Weigel argued that many modern universities, such as Harvard, are corrupted by a “radical skepticism” that he described as “a principled refusal to say that there are certain things we can know to be true, period, not just true-for-me.”
However, Weigel argued, certain things can be known to be true: people know the Pieta and Bach’s St. Matthew Passion are beautiful, just as people know that literature can convey truths about the human condition.
Similarly, he wrote, people know that certain acts, such as abusing children, are always evil.
“The human capacity to grasp the truth of things is not confined to a priori judgments, like two plus two always equals four in the base-ten system,” he argued. “Our intellectual reach is greater than that, and so is our intellectual grasp.”
Catholic education, he wrote, can lead the reform of education by embracing objective truths rather than the “radical skepticism” so prevalent among modern higher education.
Elaborating on the problem of “radical skepticism” and its effects, Weigel recalled that when Drew Gilpin Faust was inaugurated as Harvard’s president in 2007, she gave a speech about the Harvard shield’s inscription, Veritas (truth). She said that the motto was “intended to invoke the absolutes of divine revelation, the unassailable verities” that shaped founder John Harvard’s mind.

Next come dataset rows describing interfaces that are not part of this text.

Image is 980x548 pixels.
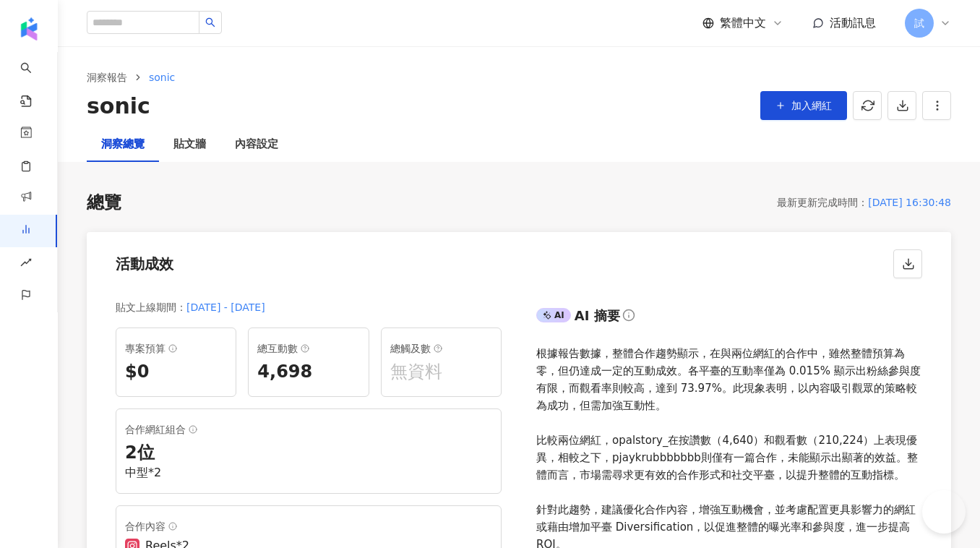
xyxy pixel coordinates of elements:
div: AI [536,308,571,322]
div: 總覽 [86,191,122,215]
div: 合作內容 [125,518,492,535]
div: [DATE] - [DATE] [186,298,265,316]
div: 貼文上線期間 ： [116,298,186,316]
div: 無資料 [390,360,492,385]
div: 專案預算 [125,340,227,358]
div: 最新更新完成時間 ： [777,194,868,211]
button: 加入網紅 [760,91,847,120]
span: 試 [914,15,924,31]
div: 合作網紅組合 [125,421,492,438]
iframe: Help Scout Beacon - Open [922,490,966,534]
span: 加入網紅 [791,100,831,111]
div: 總互動數 [257,340,359,358]
span: rise [20,248,32,281]
div: 總觸及數 [390,340,492,358]
div: $0 [125,360,227,385]
span: search [205,18,215,27]
a: 洞察報告 [84,70,130,86]
div: [DATE] 16:30:48 [868,194,951,211]
div: 內容設定 [235,136,278,154]
div: sonic [86,91,150,122]
span: 活動訊息 [830,16,876,30]
a: search [20,52,49,109]
div: 2 位 [125,441,492,466]
div: 4,698 [257,360,359,385]
div: 貼文牆 [173,136,206,154]
span: sonic [149,71,175,83]
div: AI 摘要 [575,306,620,325]
div: 活動成效 [116,254,173,274]
img: logo icon [18,18,41,41]
div: AIAI 摘要 [536,305,922,334]
div: 洞察總覽 [102,136,145,154]
span: 繁體中文 [719,15,766,31]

Faust offered a vastly different interpretation of truth, arguing that it is not a possession, and thus, the intellectual must commit himself “to the uncomfortable position of doubt.”
Weigel wrote, “This posture of radical skepticism… strikes most people as ludicrous, if not downright absurd.”

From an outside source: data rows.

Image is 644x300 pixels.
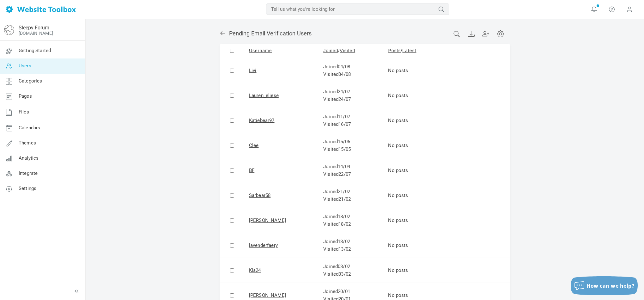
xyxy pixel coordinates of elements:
h2: Pending Email Verification Users [220,30,510,37]
span: 16/07/25 [339,121,351,127]
a: [DOMAIN_NAME] [19,31,53,36]
button: How can we help? [571,276,638,295]
span: 18/02/25 [339,221,351,227]
span: 20/01/25 [338,288,350,294]
td: Joined Visited [318,208,384,233]
span: 21/02/25 [339,196,351,202]
a: Katiebear97 [249,118,274,123]
td: Joined Visited [318,83,384,108]
span: Analytics [19,155,39,161]
span: 14/04/25 [338,164,350,169]
a: Lauren_eliese [249,93,279,98]
td: No posts [384,133,443,158]
a: BF [249,167,254,173]
a: lavenderfaery [249,242,278,248]
a: [PERSON_NAME] [249,292,286,298]
span: 13/02/25 [338,238,350,244]
span: 13/02/25 [339,246,351,252]
a: Kla24 [249,267,261,273]
span: 24/07/25 [339,96,351,102]
a: Clee [249,143,259,148]
img: globe-icon.png [4,25,14,35]
span: Pages [19,93,32,99]
a: [PERSON_NAME] [249,217,286,223]
span: 22/07/25 [339,171,351,177]
span: How can we help? [586,282,634,289]
span: 15/05/25 [339,146,351,152]
span: 15/05/25 [338,139,350,144]
span: 04/08/25 [338,64,350,70]
td: No posts [384,108,443,133]
td: Joined Visited [318,258,384,283]
a: Username [249,48,272,53]
input: Select or de-select all members [230,49,234,53]
span: 21/02/25 [338,189,350,194]
span: Files [19,109,29,115]
td: No posts [384,183,443,208]
span: 18/02/25 [338,214,350,219]
span: 03/02/25 [339,271,351,277]
span: 04/08/25 [339,72,351,77]
span: Categories [19,78,43,84]
td: / [384,44,443,58]
td: Joined Visited [318,233,384,258]
td: No posts [384,258,443,283]
td: / [318,44,384,58]
span: Integrate [19,170,38,176]
span: Settings [19,185,37,191]
a: Joined [324,48,338,53]
td: No posts [384,83,443,108]
td: Joined Visited [318,183,384,208]
td: Joined Visited [318,158,384,183]
a: Livi [249,68,256,73]
span: Themes [19,140,36,146]
a: Posts [388,48,401,53]
td: Joined Visited [318,133,384,158]
td: Joined Visited [318,58,384,83]
td: Joined Visited [318,108,384,133]
a: Latest [402,48,416,53]
span: 11/07/25 [338,114,350,120]
td: No posts [384,233,443,258]
td: No posts [384,208,443,233]
a: Sarbear58 [249,192,270,198]
td: No posts [384,58,443,83]
span: Users [19,63,31,69]
td: No posts [384,158,443,183]
input: Tell us what you're looking for [266,4,449,15]
span: 03/02/25 [338,263,350,269]
span: Getting Started [19,48,51,54]
span: Calendars [19,125,40,131]
span: 24/07/25 [338,89,350,95]
a: Sleepy Forum [19,25,49,31]
a: Visited [340,48,355,53]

The radical skepticism espoused by Faust leads to both nihilism and relativism, Weigel wrote, arguing that such consequences are exemplified in another Harvard president’s treatment of antisemitism on campus.
“Claudine Gay (Drew Faust’s second successor as president of Harvard) waffled on the question of whether anti-Semitic, genocidal ravings in Harvard Yard were protected by ‘academic freedom,’” he wrote, “because it all ‘depends on the context.’”
How does the Catholic Church, which founded the first universities in the 13th century, offer a response to this relativism?
“Catholic institutions of higher learning can lead the reform of college and university life,” Weigel writes: “if they refuse to indulge the fashionable skepticism that has led to the corruption of so many campuses, with devastating results now displayed on the front page of newspapers and the home page of websites.”
For more on the topic of truth, Weigel pointed readers to his April 2025 book published by Ignatius Press, Pomp, Circumstance, and Unsolicited Advice: Commencement Addresses and University Lectures.